_WORK ORDER_: For this exercise, write out only the lines of the entries below from the one with "is (613, 345)." up to and including the one with "click on Log", exactly as they are. Pictures stay out.

_GIVEN DATA_:
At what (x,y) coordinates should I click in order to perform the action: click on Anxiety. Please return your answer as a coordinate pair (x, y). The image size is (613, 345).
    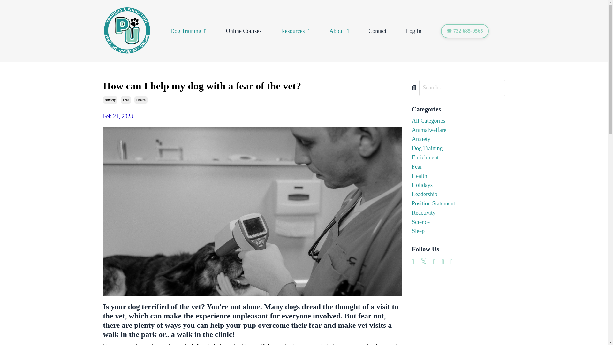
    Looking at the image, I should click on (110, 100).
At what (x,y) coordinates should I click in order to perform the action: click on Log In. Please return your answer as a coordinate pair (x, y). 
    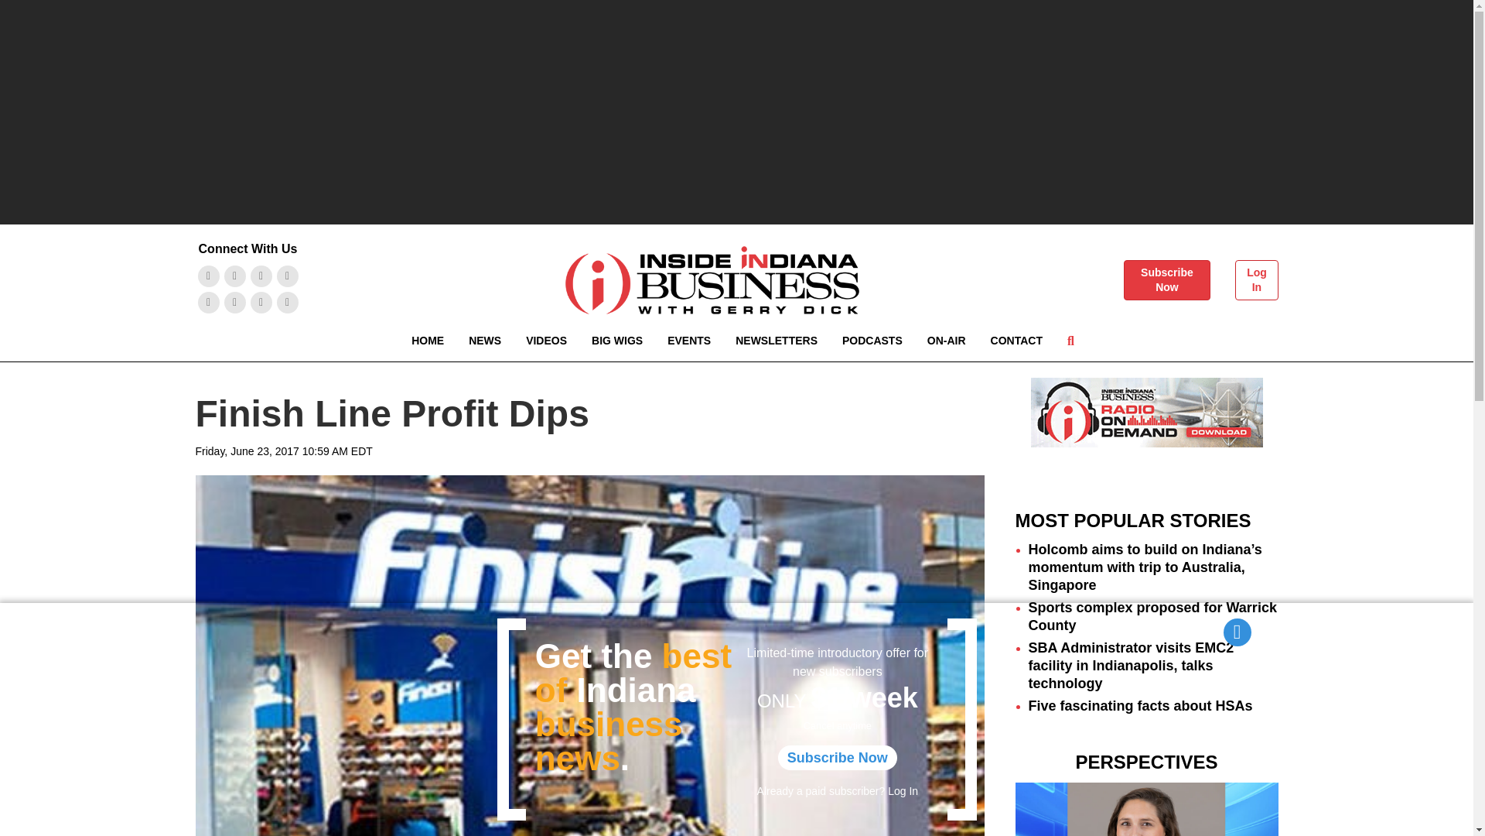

--

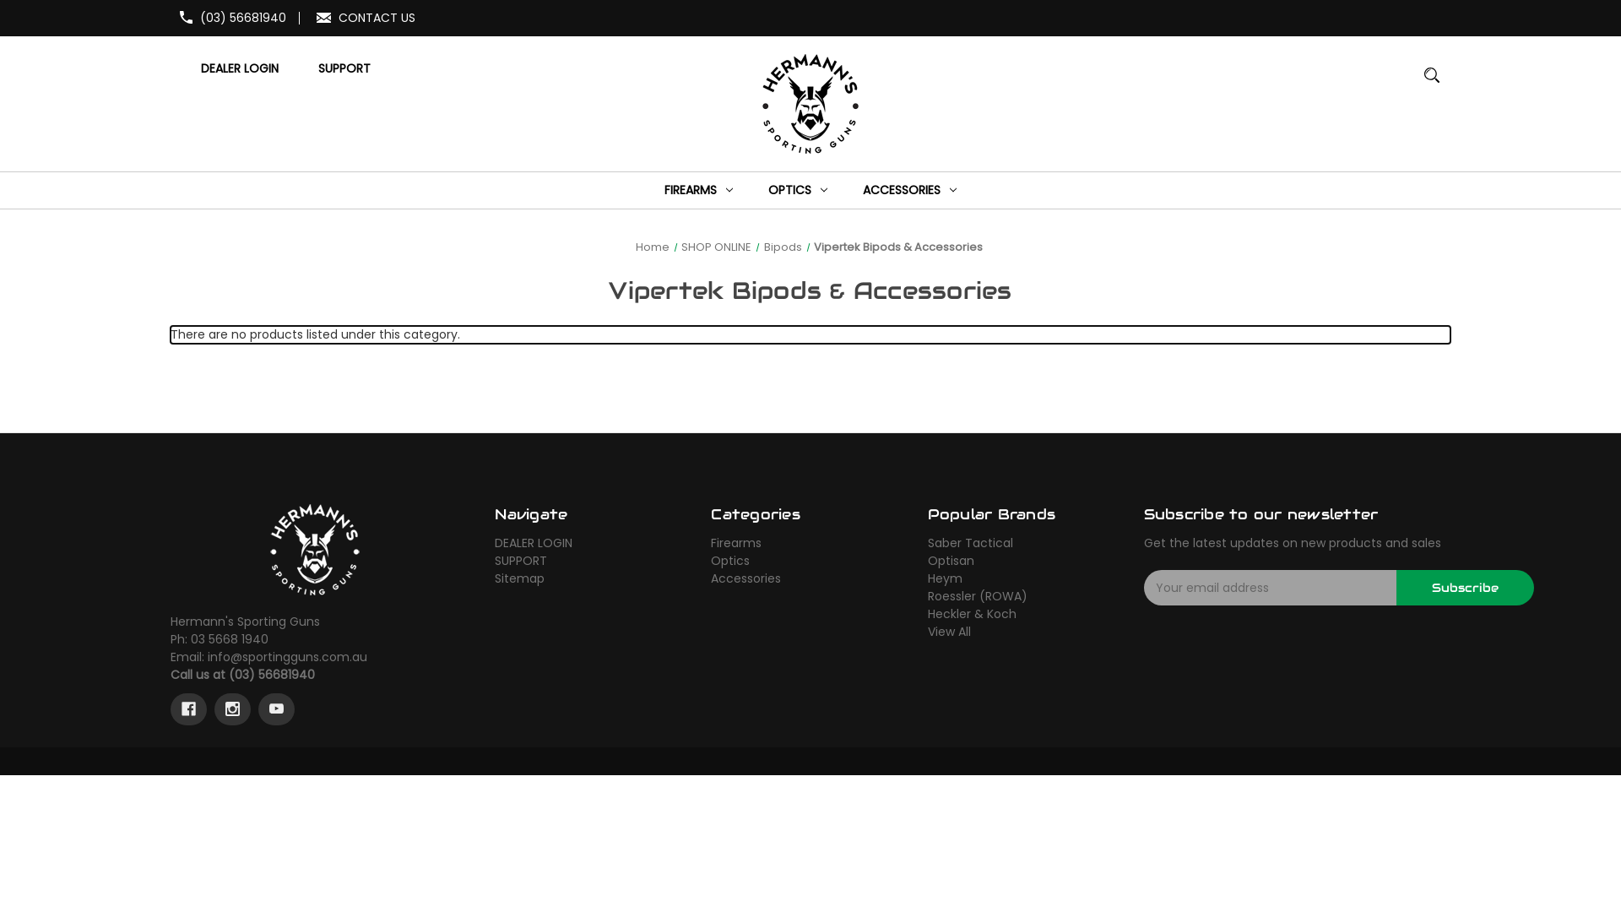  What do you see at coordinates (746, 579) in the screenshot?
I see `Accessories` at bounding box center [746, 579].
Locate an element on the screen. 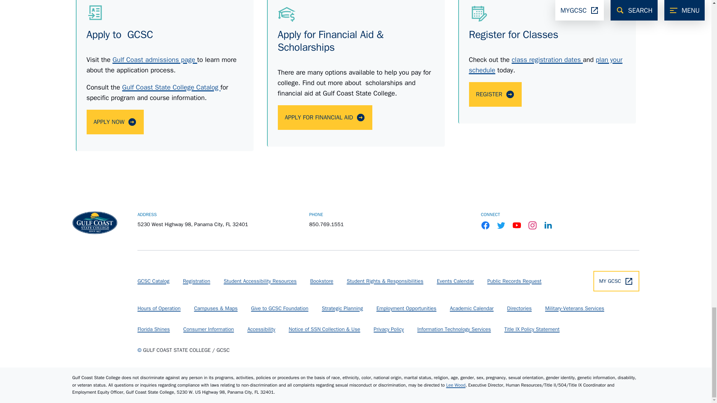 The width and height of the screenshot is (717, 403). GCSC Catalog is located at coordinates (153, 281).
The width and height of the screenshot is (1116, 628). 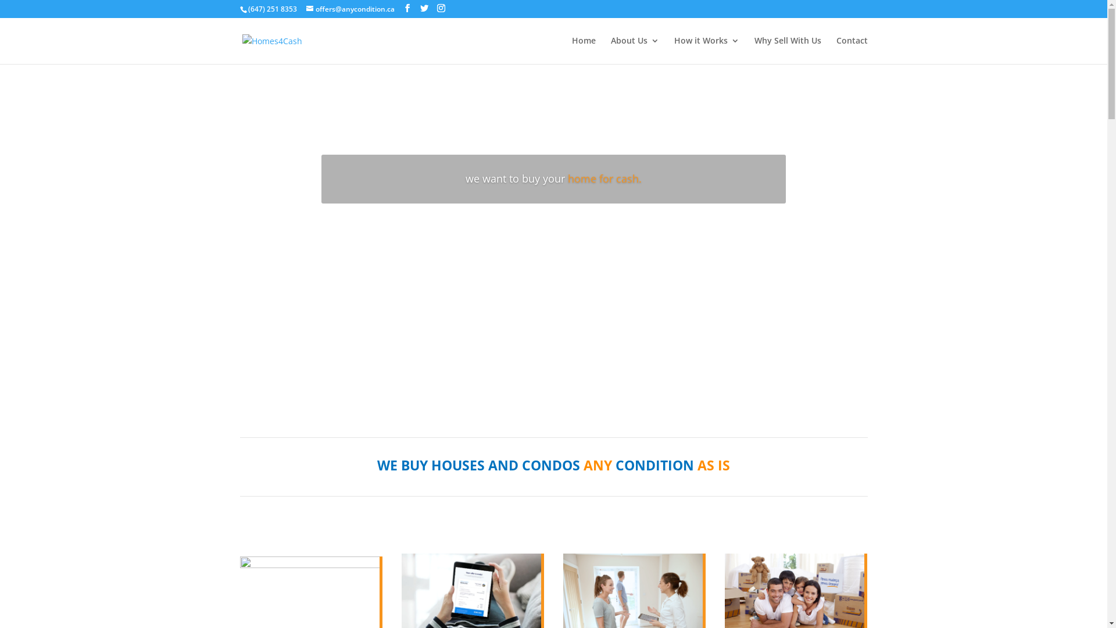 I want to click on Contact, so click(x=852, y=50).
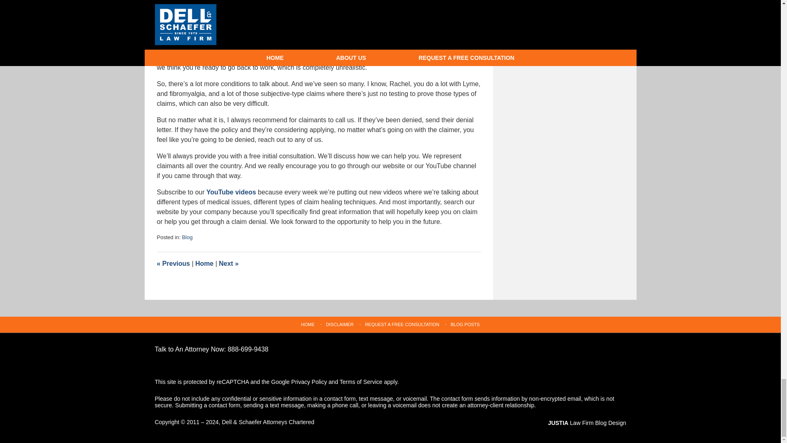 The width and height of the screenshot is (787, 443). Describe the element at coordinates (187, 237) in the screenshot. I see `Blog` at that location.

--

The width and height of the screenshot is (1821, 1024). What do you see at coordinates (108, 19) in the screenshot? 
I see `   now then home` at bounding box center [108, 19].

_ANSWER SPACE_:
At what (x,y) coordinates should I click in order to perform the action: click on Anxiety. Please return your answer as a coordinate pair (x, y). The image size is (613, 345).
    Looking at the image, I should click on (110, 100).
At what (x,y) coordinates should I click in order to perform the action: click on Log In. Please return your answer as a coordinate pair (x, y). 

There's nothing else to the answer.